When we are young, we have people in our lives that help to mold us.  They help us develop the strength, wisdom, and knowledge we need to survive in this world.  Yet many of us forget what we learned and focus on what is unimportant, such as how we look on the outside.

The results are in the end you are going to end up feeling emotionally drained and unable to live a productive life.

Everyone is on this earth here for a reason.  We need to pass on what we have learned along to others.

It is selfish and pure laziness to pity ourselves because you may not have that model figure.  You must learn to accept and love yourself.  You are not alone; many people feel unhappy with themselves.

Listen to what your heart is telling you.  Your heart will never lie to you because it only tells the truth.
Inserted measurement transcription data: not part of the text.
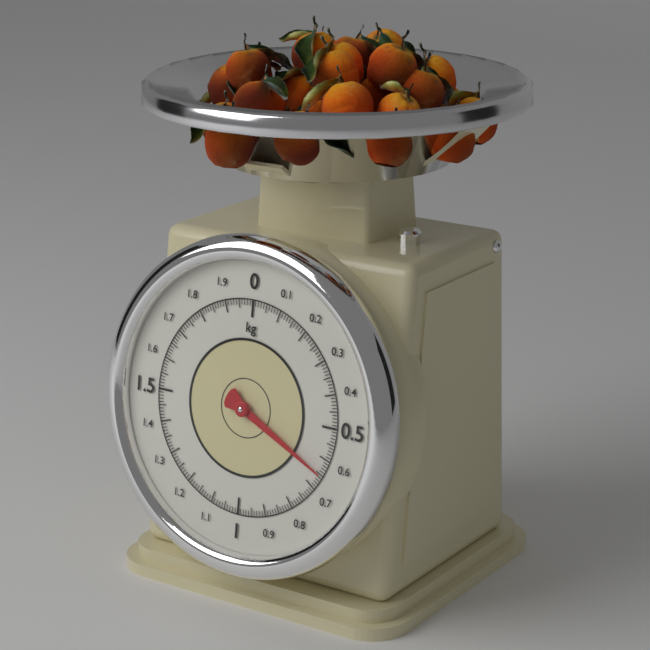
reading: 0.65 kg
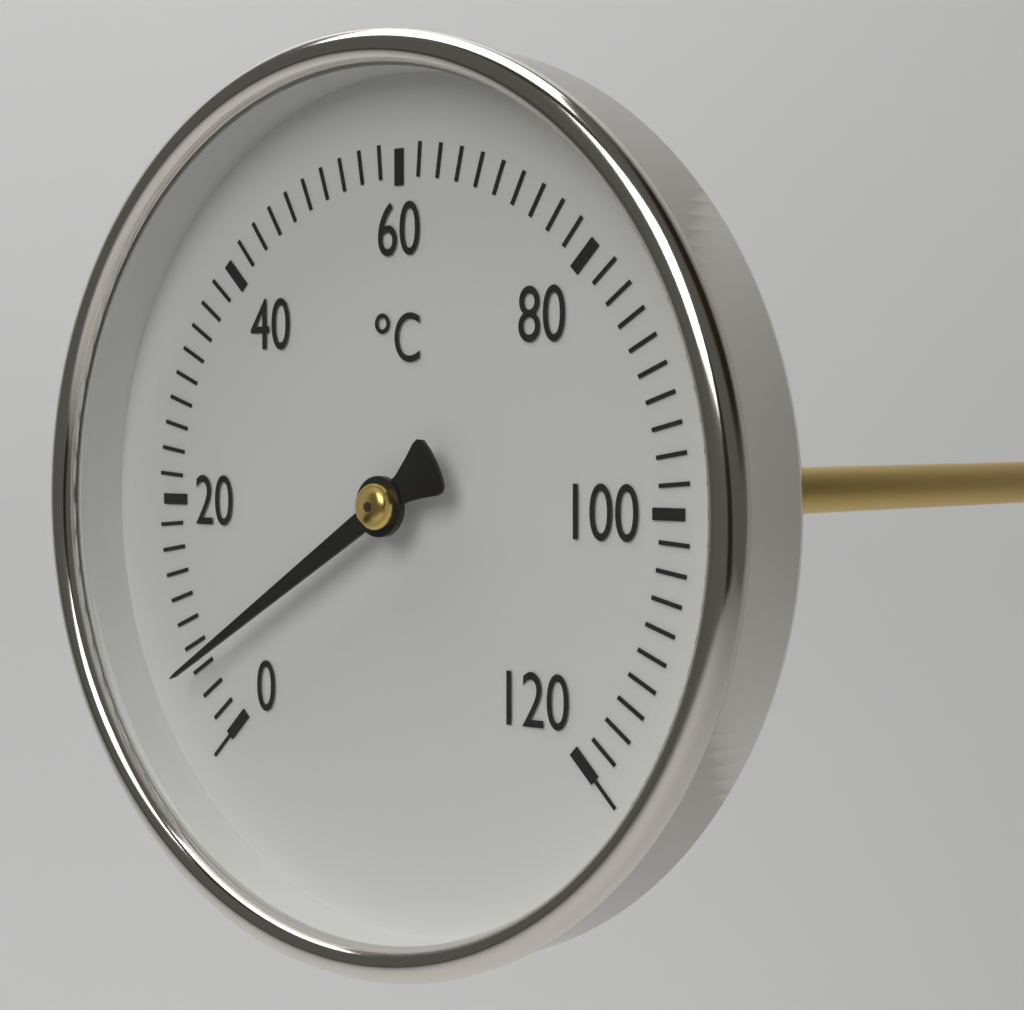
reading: 6 °C
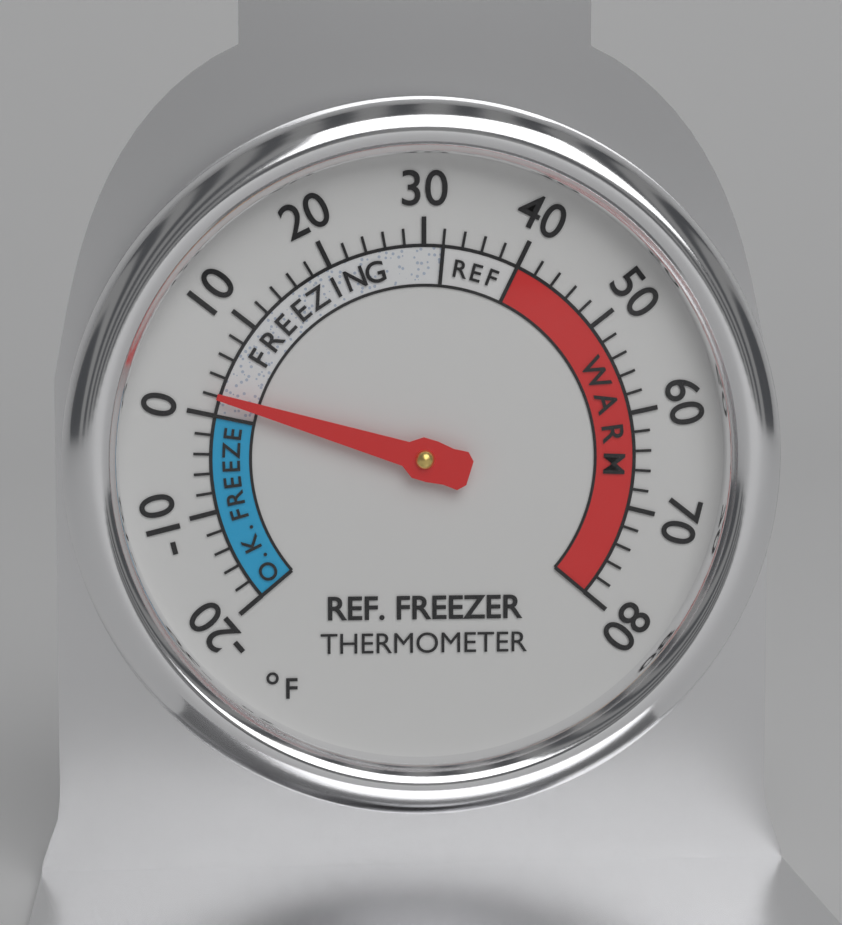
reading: 2 °F
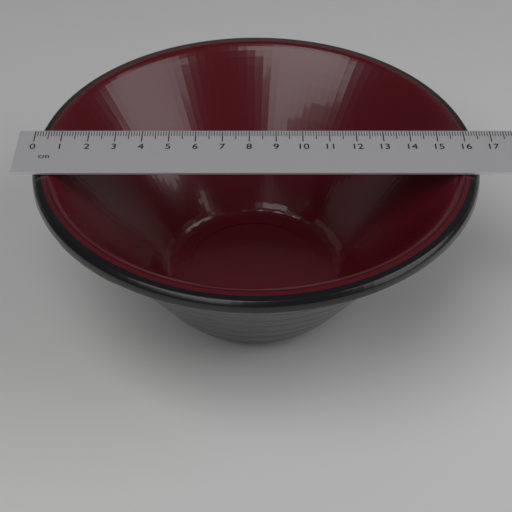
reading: 16.5 cm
You must have the courage to ask your heart why you refuse to love yourself the way you are.  Usually, when we are unhappy with ourselves, it is because we are embarrassed about whatever we are trying to hide.

Your body is not something you should be ashamed of having.  You need to help yourself by accepting yourself and loving yourself for who you are.  This is the first step in order to heal yourself and feel good about you.  Ask yourself the question, “What level of self-approval you have I reached on a day-to-day basis?”  I have listed seven steps to help you learn to love and accept yourself.

7 Steps to Help You Learn to Love and Accept Yourself

1-     Accept yourself for who you are and learn to love yourself for whom you are a person

2-     Understand yourself mentally, physically and spiritually

3-     Learn to control your mind, body, and emotions

4-     Strengthen your inner self and make it apparent to others

5-     Begin changing what you do not like about yourself

6-     Notice the change in your self-esteem and self-confidence

7-     Have a tremendous amount of pride in yourself

People realize that to change and strengthen themselves they must accept themselves and learn how to live with themselves in a productive manner.  You need to look at life in a positive way.  You need to say to yourself, “OK, I’m not happy with the person, I have become.

I need to change and this is what I am going to do about it.”  Stop being lackadaisical.  This is the first step to healing and strengthening our souls and self-esteem.  Be proud of who you are.  Be thankful each morning that you can wake up and feel the warmth of the sun and the beauty that surrounds us all.

Love yourself, be good to yourself, and treat yourself good.  The more you love yourself, the more you will be able to give love to others and the more others will want to be around you and give back to you.  Loving yourself will help the lives of others around you, as well as your own life.

Remember, everyone in this life has something.  No one is perfect.  Accept who you are, love yourself, use your strengths to make yourself a better person and then use those strengths to help others.  And most important focus on the positive things in your life.  Negativity will destroy you. Positivity will bring you to new levels in life.  A positive journey awaits us all.